SILVER is losing to USD and economic recovery

Updated
Well, SILVER is not going to moon like the redditors and individual retail investors wanted it to. First, we had the fake break-out at $30, which immediately failed. Bulls attempted two recoveries when SILVER fell below $27 briefly, yet each time, the metal failed to maintain $28 as its base camp for the summit to $30 once again. Without clinging onto $30 (let alone $28) in the current economic environment we face, it will not hit anywhere close to the arbitrarily-declared value of $50, like everyone wants it to. The Fed has printed literally trillions of dollars over the last 365+ days and yet the USD's index stubbornly remains at ~$90, now making its slow but steady climb back up from the pits. Will stimulus drive industrial demand? No. Manufacturing demand will not return in earnest until 2022. Will the investment side drive demand for SILVER and raise its price? No.
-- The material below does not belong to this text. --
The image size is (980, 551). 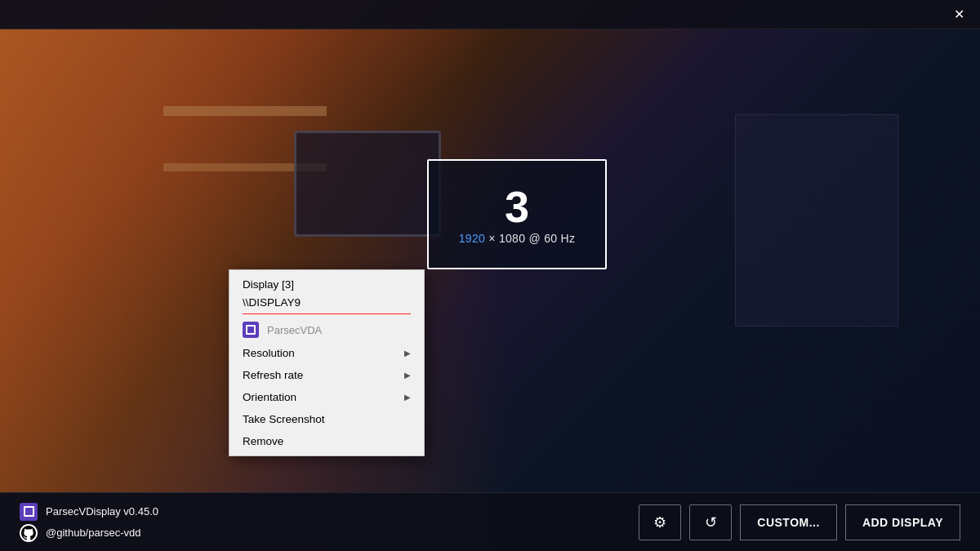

As the dollar strengthens every day, as more and more Covid vaccines get into people's arms, institutional investors return to paper assets and yields. Sitting back and collecting yield is much easier and conventional than moving safe-haven/hard assets. GOLD continues to slide, and silver always, always follows. I am a silver stacker. I love silver. I buy it every week. But it ain't "mooning" this year, ladies and gentlemen.
Comment
Despite the dollar's index meeting resistance at $91 and now finding likely support at the 90.50 level, SILVER continues its long slide as it slowly loses momentum. The bears are now battling $27 to potentially find support at the $26.70-$26.80 range. The GOLD/SILVER ratio also found support at 64.80 and rebounded back above 65.50. If the dollar can fight back to $90.90 and up, and/or if gold continues its slide below $1775-$1780, it will be bearish for SILVER.